[Beowulf] cpufreq, multiple cores, load

Mark Hahn hahn at mcmaster.ca
Tue Mar 9 20:14:59 PST 2010


> 2400MHz using the "ondemand" governor.  The interesting thing, at least
> from my point of view, is how rapidly the power savings degrade as CPU
> load increases.

well, one of the big themes in recent chip development is factoring
out pieces that can be separately clocked.  it's also true that the 
platforms themselves have improved (lower voltage ddr3, power/flop, etc)


> Watts   CPU0 MHz      CPU1 MHz cpuburn#  governor
>       core0 core1  core0 core1
> 115    1000  1000   1000  1000    0      ondemand
> 157    2400  2400   1000  1000    1      ondemand
> 172    2400  2400   2400  2400    0      performance
> 186    2400  2400   2400  2400    1      performance
> 199    2400  2400   2400  2400    2      ondemand/performance
> 214    2400  2400   2400  2400    3      ondemand/performance
> 228    2400  2400   2400  2400    4      ondemand/performance

I rearranged your table a bit.
157-115=42W ramps up a socket from 1-2.4.
186-157=29W gets the second socket going (bit surprising).
172-115=57W is the clock-related savings when idle.
13/15/14W for adding core load once the sockets are spun up.

I'm guessing it's the latter that surprised you - per core power 
savings are minor, dominated by socket-related power.  but Intel
and AMD have been talking along those lines for a few years...

> consumption.  Starting a second cpuburn apparently schedules it
> on one of the cores on the unused second processor, rather than
> on the equally unused, but already sped up, second core on the first

well, that's a kernel/scheduler choice, probably pretty hackable.
or else just use numactl to direct the second cpuburn away from
the second socket.  in fact, using numactl to control memory allocation
would probably be a good idea anyway.

> Anyway, this is just 4 cores total, but it makes me wonder what happens
> with a system having say, two quad core processors, where if the same
> sort of scheduling/cpufreq logic apply, two CPU saturating jobs (still
> only 1/4 of total available CPU capacity) will effectively negate the
> energy saving modes.

I'm guessing that we can have pretty high-res power savings if we're 
willing to do some extra things like controlling which procs use 
which cores, which memory banks, perhaps a syscall interface to 
control clock modulation...

> cores into a high power state.  Or do the newer CPUs, either AMD's or
> Intel's, allow different frequencies on each core of a CPU?

I've seen that on AMD presentations, but iirc it was an istanbul thing.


### [Exercise details]
What you produce should match the records below precisely, except that images are removed.

### [Data for review]

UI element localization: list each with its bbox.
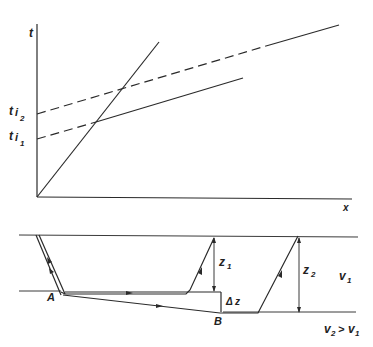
point-A-label: A: [46, 291, 55, 303]
intercept-label-ti2: t i 2: [9, 104, 25, 123]
ground-surface: [19, 235, 358, 237]
refraction-1-dashed: [37, 122, 96, 139]
svg-text:i: i: [15, 106, 19, 118]
svg-text:i: i: [15, 131, 19, 143]
refraction-2-solid: [266, 25, 339, 46]
z2-label: z 2: [302, 263, 316, 279]
t-axis-label: t: [29, 26, 34, 40]
direct-wave-line: [37, 42, 159, 197]
svg-text:1: 1: [355, 329, 360, 338]
arrowhead-AB: [156, 304, 163, 308]
x-axis-label: x: [342, 202, 349, 213]
delta-z-label: Δ z: [225, 296, 240, 307]
svg-text:t: t: [9, 104, 14, 118]
seismic-refraction-figure: t x t i 2 t i 1: [0, 0, 373, 347]
svg-text:2: 2: [310, 270, 316, 279]
intercept-label-ti1: t i 1: [9, 129, 25, 148]
z1-arrow-bottom: [212, 286, 216, 292]
point-B-label: B: [214, 315, 222, 327]
cross-section: A B z 1 z 2 Δ z v 1 v 2 > v 1: [19, 235, 360, 338]
downgoing-ray-2: [39, 235, 65, 294]
travel-time-plot: t x t i 2 t i 1: [9, 24, 352, 213]
downgoing-ray-1: [36, 235, 61, 295]
headwave-layer-1: [61, 238, 214, 294]
svg-text:z: z: [218, 255, 225, 269]
refraction-1-solid: [96, 78, 243, 122]
v2-gt-v1-label: v 2 > v 1: [324, 322, 360, 338]
arrowhead-down-2: [49, 268, 54, 274]
svg-text:t: t: [9, 129, 14, 143]
svg-text:1: 1: [227, 262, 232, 271]
refraction-2-dashed: [37, 46, 266, 114]
svg-text:>: >: [338, 323, 345, 335]
svg-text:2: 2: [19, 114, 25, 123]
svg-text:z: z: [302, 263, 309, 277]
svg-text:2: 2: [330, 329, 336, 338]
x-axis: [37, 197, 352, 199]
svg-text:1: 1: [20, 139, 25, 148]
z1-label: z 1: [218, 255, 232, 271]
svg-text:v: v: [339, 269, 347, 283]
svg-text:1: 1: [347, 276, 352, 285]
v1-label: v 1: [339, 269, 352, 285]
headwave-layer-2: [63, 236, 298, 313]
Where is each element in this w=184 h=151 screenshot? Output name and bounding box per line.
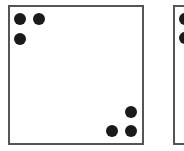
dot-icon	[125, 125, 137, 137]
dot-icon	[33, 13, 45, 25]
dot-icon	[179, 32, 184, 44]
dot-icon	[14, 13, 26, 25]
dot-icon	[179, 13, 184, 25]
dot-icon	[125, 106, 137, 118]
dot-icon	[106, 125, 118, 137]
square-panel-1	[8, 5, 144, 145]
dot-icon	[14, 33, 26, 45]
square-panel-2	[173, 5, 184, 145]
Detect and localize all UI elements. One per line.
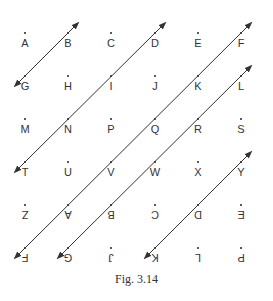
point-dot (154, 247, 156, 249)
point-dot (154, 161, 156, 163)
point-label: J (101, 252, 121, 264)
point-label: J (145, 80, 165, 92)
point-label: D (188, 209, 208, 221)
point-dot (110, 204, 112, 206)
point-label: T (15, 166, 35, 178)
point-dot (110, 118, 112, 120)
point-label: V (101, 166, 121, 178)
point-label: G (58, 252, 78, 264)
point-dot (110, 247, 112, 249)
point-label: M (15, 123, 35, 135)
point-dot (197, 161, 199, 163)
point-dot (24, 247, 26, 249)
figure-caption: Fig. 3.14 (0, 272, 273, 287)
point-label: S (231, 123, 251, 135)
point-dot (67, 32, 69, 34)
point-dot (197, 247, 199, 249)
point-label: G (15, 80, 35, 92)
point-label: Z (15, 209, 35, 221)
point-label: W (145, 166, 165, 178)
point-dot (110, 75, 112, 77)
point-dot (24, 161, 26, 163)
point-dot (67, 161, 69, 163)
point-label: F (15, 252, 35, 264)
point-label: C (145, 209, 165, 221)
point-label: K (188, 80, 208, 92)
point-label: E (231, 209, 251, 221)
point-label: U (58, 166, 78, 178)
point-label: L (188, 252, 208, 264)
point-label: P (101, 123, 121, 135)
point-label: D (145, 37, 165, 49)
point-label: Y (231, 166, 251, 178)
point-dot (154, 75, 156, 77)
point-dot (240, 204, 242, 206)
point-dot (110, 32, 112, 34)
point-dot (67, 75, 69, 77)
point-dot (240, 75, 242, 77)
point-label: F (231, 37, 251, 49)
point-dot (240, 32, 242, 34)
point-dot (24, 118, 26, 120)
point-dot (67, 247, 69, 249)
diagonal-line (14, 22, 165, 172)
point-dot (197, 204, 199, 206)
point-label: A (15, 37, 35, 49)
letter-grid-figure: ABCDEFGHIJKLMNPQRSTUVWXYZABCDEFGJKLP Fig… (0, 0, 273, 301)
point-dot (24, 75, 26, 77)
point-label: P (231, 252, 251, 264)
point-dot (24, 204, 26, 206)
point-label: B (58, 37, 78, 49)
point-label: L (231, 80, 251, 92)
point-dot (67, 118, 69, 120)
point-label: K (145, 252, 165, 264)
point-dot (154, 204, 156, 206)
point-label: X (188, 166, 208, 178)
point-label: R (188, 123, 208, 135)
point-dot (154, 118, 156, 120)
point-dot (197, 118, 199, 120)
point-label: H (58, 80, 78, 92)
point-dot (154, 32, 156, 34)
point-dot (240, 161, 242, 163)
point-dot (197, 32, 199, 34)
point-dot (197, 75, 199, 77)
point-label: Q (145, 123, 165, 135)
point-label: B (101, 209, 121, 221)
point-label: E (188, 37, 208, 49)
diagonal-line (14, 22, 251, 258)
point-label: N (58, 123, 78, 135)
point-label: A (58, 209, 78, 221)
point-label: I (101, 80, 121, 92)
point-dot (110, 161, 112, 163)
point-dot (24, 32, 26, 34)
point-dot (67, 204, 69, 206)
point-dot (240, 118, 242, 120)
point-label: C (101, 37, 121, 49)
point-dot (240, 247, 242, 249)
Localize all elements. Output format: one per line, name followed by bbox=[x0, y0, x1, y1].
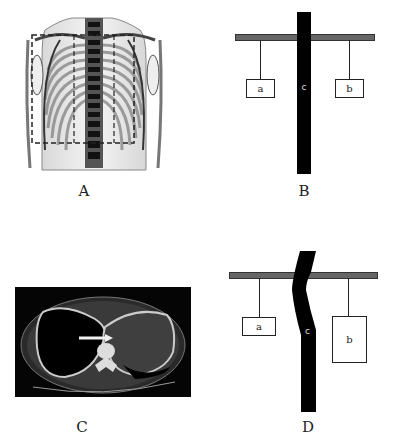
weight-a-d: a bbox=[242, 317, 276, 336]
balance-beam bbox=[235, 34, 375, 41]
mediastinum-column: c bbox=[297, 12, 311, 174]
balance-beam-d bbox=[229, 272, 378, 279]
chest-skeleton-illustration bbox=[0, 0, 196, 224]
weight-b-d: b bbox=[332, 316, 367, 363]
panel-c bbox=[15, 287, 191, 397]
column-label: c bbox=[302, 82, 307, 92]
string-left-d bbox=[259, 278, 260, 317]
panel-label-a: A bbox=[74, 182, 94, 200]
panel-label-d: D bbox=[298, 418, 318, 436]
panel-a: A bbox=[0, 0, 196, 224]
panel-label-c: C bbox=[72, 418, 92, 436]
ct-scan-image bbox=[15, 287, 191, 397]
string-right-d bbox=[348, 278, 349, 316]
string-left bbox=[260, 40, 261, 79]
weight-b: b bbox=[335, 79, 364, 98]
column-label-d: c bbox=[305, 326, 310, 336]
weight-a: a bbox=[246, 79, 275, 98]
panel-label-b: B bbox=[294, 182, 314, 200]
string-right bbox=[349, 40, 350, 79]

### [Exercise answer]
UI element localization: list each with its bbox.
point-A-label: A: [46, 291, 55, 303]
intercept-label-ti2: t i 2: [9, 104, 25, 123]
ground-surface: [19, 235, 358, 237]
refraction-1-dashed: [37, 122, 96, 139]
svg-text:i: i: [15, 106, 19, 118]
svg-text:i: i: [15, 131, 19, 143]
refraction-2-solid: [266, 25, 339, 46]
z2-label: z 2: [302, 263, 316, 279]
t-axis-label: t: [29, 26, 34, 40]
direct-wave-line: [37, 42, 159, 197]
svg-text:1: 1: [355, 329, 360, 338]
arrowhead-AB: [156, 304, 163, 308]
x-axis-label: x: [342, 202, 349, 213]
delta-z-label: Δ z: [225, 296, 240, 307]
svg-text:t: t: [9, 104, 14, 118]
seismic-refraction-figure: t x t i 2 t i 1: [0, 0, 373, 347]
svg-text:2: 2: [310, 270, 316, 279]
intercept-label-ti1: t i 1: [9, 129, 25, 148]
z1-arrow-bottom: [212, 286, 216, 292]
point-B-label: B: [214, 315, 222, 327]
cross-section: A B z 1 z 2 Δ z v 1 v 2 > v 1: [19, 235, 360, 338]
downgoing-ray-2: [39, 235, 65, 294]
travel-time-plot: t x t i 2 t i 1: [9, 24, 352, 213]
downgoing-ray-1: [36, 235, 61, 295]
headwave-layer-1: [61, 238, 214, 294]
svg-text:z: z: [218, 255, 225, 269]
refraction-1-solid: [96, 78, 243, 122]
v2-gt-v1-label: v 2 > v 1: [324, 322, 360, 338]
arrowhead-down-2: [49, 268, 54, 274]
svg-text:t: t: [9, 129, 14, 143]
svg-text:1: 1: [227, 262, 232, 271]
refraction-2-dashed: [37, 46, 266, 114]
svg-text:>: >: [338, 323, 345, 335]
svg-text:2: 2: [19, 114, 25, 123]
svg-text:z: z: [302, 263, 309, 277]
svg-text:2: 2: [330, 329, 336, 338]
x-axis: [37, 197, 352, 199]
svg-text:1: 1: [20, 139, 25, 148]
z1-label: z 1: [218, 255, 232, 271]
svg-text:v: v: [339, 269, 347, 283]
svg-text:1: 1: [347, 276, 352, 285]
v1-label: v 1: [339, 269, 352, 285]
headwave-layer-2: [63, 236, 298, 313]
Where is each element in this w=184 h=151 screenshot? Output name and bounding box per line.
dot-icon	[125, 125, 137, 137]
dot-icon	[33, 13, 45, 25]
dot-icon	[179, 32, 184, 44]
dot-icon	[14, 13, 26, 25]
dot-icon	[179, 13, 184, 25]
dot-icon	[125, 106, 137, 118]
dot-icon	[106, 125, 118, 137]
square-panel-1	[8, 5, 144, 145]
dot-icon	[14, 33, 26, 45]
square-panel-2	[173, 5, 184, 145]
Detect and localize all UI elements. One per line.
point-dot (154, 247, 156, 249)
point-dot (154, 161, 156, 163)
point-label: J (101, 252, 121, 264)
point-label: J (145, 80, 165, 92)
point-label: D (188, 209, 208, 221)
point-dot (110, 204, 112, 206)
point-label: T (15, 166, 35, 178)
point-dot (110, 118, 112, 120)
point-label: V (101, 166, 121, 178)
point-label: G (58, 252, 78, 264)
point-dot (110, 247, 112, 249)
point-label: M (15, 123, 35, 135)
point-dot (197, 161, 199, 163)
point-dot (24, 247, 26, 249)
figure-caption: Fig. 3.14 (0, 272, 273, 287)
point-label: S (231, 123, 251, 135)
point-dot (67, 32, 69, 34)
point-dot (197, 247, 199, 249)
point-label: G (15, 80, 35, 92)
point-label: Z (15, 209, 35, 221)
point-label: W (145, 166, 165, 178)
point-dot (110, 75, 112, 77)
point-dot (24, 161, 26, 163)
point-dot (67, 161, 69, 163)
point-label: F (15, 252, 35, 264)
point-label: C (145, 209, 165, 221)
point-label: K (188, 80, 208, 92)
point-label: E (231, 209, 251, 221)
point-label: U (58, 166, 78, 178)
point-label: L (188, 252, 208, 264)
point-label: P (101, 123, 121, 135)
point-label: D (145, 37, 165, 49)
point-label: Y (231, 166, 251, 178)
point-dot (154, 75, 156, 77)
point-dot (240, 204, 242, 206)
point-dot (110, 32, 112, 34)
point-dot (67, 75, 69, 77)
point-dot (240, 75, 242, 77)
point-label: F (231, 37, 251, 49)
point-dot (240, 32, 242, 34)
point-dot (24, 118, 26, 120)
point-dot (67, 247, 69, 249)
diagonal-line (14, 22, 165, 172)
point-dot (197, 204, 199, 206)
point-label: A (15, 37, 35, 49)
letter-grid-figure: ABCDEFGHIJKLMNPQRSTUVWXYZABCDEFGJKLP Fig… (0, 0, 273, 301)
point-dot (24, 75, 26, 77)
point-label: P (231, 252, 251, 264)
point-dot (24, 204, 26, 206)
point-label: B (58, 37, 78, 49)
point-label: L (231, 80, 251, 92)
point-dot (67, 118, 69, 120)
point-label: K (145, 252, 165, 264)
point-dot (154, 204, 156, 206)
point-label: X (188, 166, 208, 178)
point-label: R (188, 123, 208, 135)
point-dot (154, 118, 156, 120)
point-dot (197, 118, 199, 120)
point-label: H (58, 80, 78, 92)
point-dot (154, 32, 156, 34)
point-dot (240, 161, 242, 163)
point-dot (197, 32, 199, 34)
point-dot (197, 75, 199, 77)
point-label: Q (145, 123, 165, 135)
point-label: B (101, 209, 121, 221)
point-label: E (188, 37, 208, 49)
diagonal-line (14, 22, 251, 258)
point-label: N (58, 123, 78, 135)
point-label: A (58, 209, 78, 221)
point-label: I (101, 80, 121, 92)
point-dot (110, 161, 112, 163)
point-dot (24, 32, 26, 34)
point-dot (67, 204, 69, 206)
point-dot (240, 118, 242, 120)
point-label: C (101, 37, 121, 49)
point-dot (240, 247, 242, 249)
Localize all elements. Output format: one per line, name followed by bbox=[x0, y0, x1, y1].
weight-a-d: a bbox=[242, 317, 276, 336]
balance-beam bbox=[235, 34, 375, 41]
mediastinum-column: c bbox=[297, 12, 311, 174]
balance-beam-d bbox=[229, 272, 378, 279]
chest-skeleton-illustration bbox=[0, 0, 196, 224]
weight-b-d: b bbox=[332, 316, 367, 363]
panel-c bbox=[15, 287, 191, 397]
column-label: c bbox=[302, 82, 307, 92]
string-left-d bbox=[259, 278, 260, 317]
panel-label-a: A bbox=[74, 182, 94, 200]
panel-label-d: D bbox=[298, 418, 318, 436]
panel-a: A bbox=[0, 0, 196, 224]
panel-label-c: C bbox=[72, 418, 92, 436]
ct-scan-image bbox=[15, 287, 191, 397]
string-right-d bbox=[348, 278, 349, 316]
string-left bbox=[260, 40, 261, 79]
weight-b: b bbox=[335, 79, 364, 98]
column-label-d: c bbox=[305, 326, 310, 336]
weight-a: a bbox=[246, 79, 275, 98]
panel-label-b: B bbox=[294, 182, 314, 200]
string-right bbox=[349, 40, 350, 79]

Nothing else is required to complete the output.